Doors – Door replacement – will door still be solid after cutting

doorsrepair

I need to replace/repair a door in my rented apartment. During a rather rowdy party one of my guests managed to put a hole in my bathroom door.

enter image description here

I don't think that there is probably anyway to repair the door cleanly. (If you look carefully I drilled a whole in the broken in piece and tried to pull it back out). I think that the easiest solution is going to be replacing the door. (Please let me know if there are any suggestions).

The dimensions of the door are somewhat strange. The door is 74'' tall and 28'' wide.

I cannot find a 74'' x 28'' door anywhere. The closest thing that I can find is 78'' x 28'.

I am thinking I will buy a similar door and cut off the bottom (or have it cut off at home depo). I am concerned that it is not going to be solid after being cut. Here is a diagram:

  ^      ============     ^
  |      ||        ||     |
  |      ||        ||     |
  |      ||        ||     |
74''     ||        ||    78''
  |      ||        ||     |
  |      ||        ||     |
  v      |---cut----|     |
         ||        ||     |
         ============     v

I was planning on using this kind of door:

enter image description here

Best Answer

On numerous occasions I have had to cut hollow core doors off more than the available blocking in the top / bottom of the door. What I have done in these instances is to take the cut off bottom piece and then reclaimed the inner block for re-use. If a table saw is available it is quick work to set the fence just right so that a couple of rip direction passes cleanly cuts off the outer laminations. Alternatively the laminations can be removed using a plane.

Once the block is nicely cleaned up it can be glued and slipped right up into the open bottom of the door. Use a couple of 1x4 boards on either side of the door and some good sized C-Clamps to tighten up the glue joint so that the glue can dry without any gaps.

Note that often the inside of hollow core doors has an internal webbing of cardboard material to bridge the gap between the two lamination skins of the door. Sometimes it is necessary to use a chisel inside the cut open bottom of the door to scrape back the glue joint of this web material on the laminated panel. If this is not smoothed out the re-claimed bottom block will make the laminated sides bulge out when trying to glue the block in place.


WHAT YOU WILL DO
Scan the records for the word "triangle". Copy each line that includes it.

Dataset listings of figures
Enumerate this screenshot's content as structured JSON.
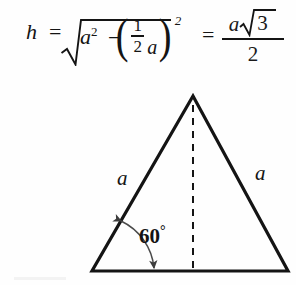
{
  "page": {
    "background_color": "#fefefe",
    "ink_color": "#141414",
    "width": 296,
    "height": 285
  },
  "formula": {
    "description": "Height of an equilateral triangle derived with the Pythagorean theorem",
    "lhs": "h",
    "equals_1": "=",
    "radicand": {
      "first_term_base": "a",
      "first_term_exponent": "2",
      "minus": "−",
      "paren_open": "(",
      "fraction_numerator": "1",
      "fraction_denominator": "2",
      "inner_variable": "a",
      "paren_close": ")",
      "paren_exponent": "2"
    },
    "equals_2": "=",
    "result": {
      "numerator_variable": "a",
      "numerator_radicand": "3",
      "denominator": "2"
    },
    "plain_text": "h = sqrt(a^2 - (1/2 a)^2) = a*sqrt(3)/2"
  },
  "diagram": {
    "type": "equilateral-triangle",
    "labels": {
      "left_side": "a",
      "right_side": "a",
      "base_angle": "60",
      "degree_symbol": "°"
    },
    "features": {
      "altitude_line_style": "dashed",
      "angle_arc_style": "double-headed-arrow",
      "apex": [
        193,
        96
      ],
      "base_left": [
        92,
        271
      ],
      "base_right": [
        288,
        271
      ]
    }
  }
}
...
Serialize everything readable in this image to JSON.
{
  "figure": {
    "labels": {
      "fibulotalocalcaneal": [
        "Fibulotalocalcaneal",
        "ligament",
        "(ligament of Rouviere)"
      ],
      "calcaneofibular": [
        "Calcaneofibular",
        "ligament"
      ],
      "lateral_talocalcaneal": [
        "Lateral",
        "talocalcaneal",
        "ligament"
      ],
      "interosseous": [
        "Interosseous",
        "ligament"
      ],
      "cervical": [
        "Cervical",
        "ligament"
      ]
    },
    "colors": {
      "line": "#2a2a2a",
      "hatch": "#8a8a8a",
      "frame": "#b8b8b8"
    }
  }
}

ANSWER BOX
    "description": "Height of an equilateral triangle derived with the Pythagorean theorem",
    "type": "equilateral-triangle",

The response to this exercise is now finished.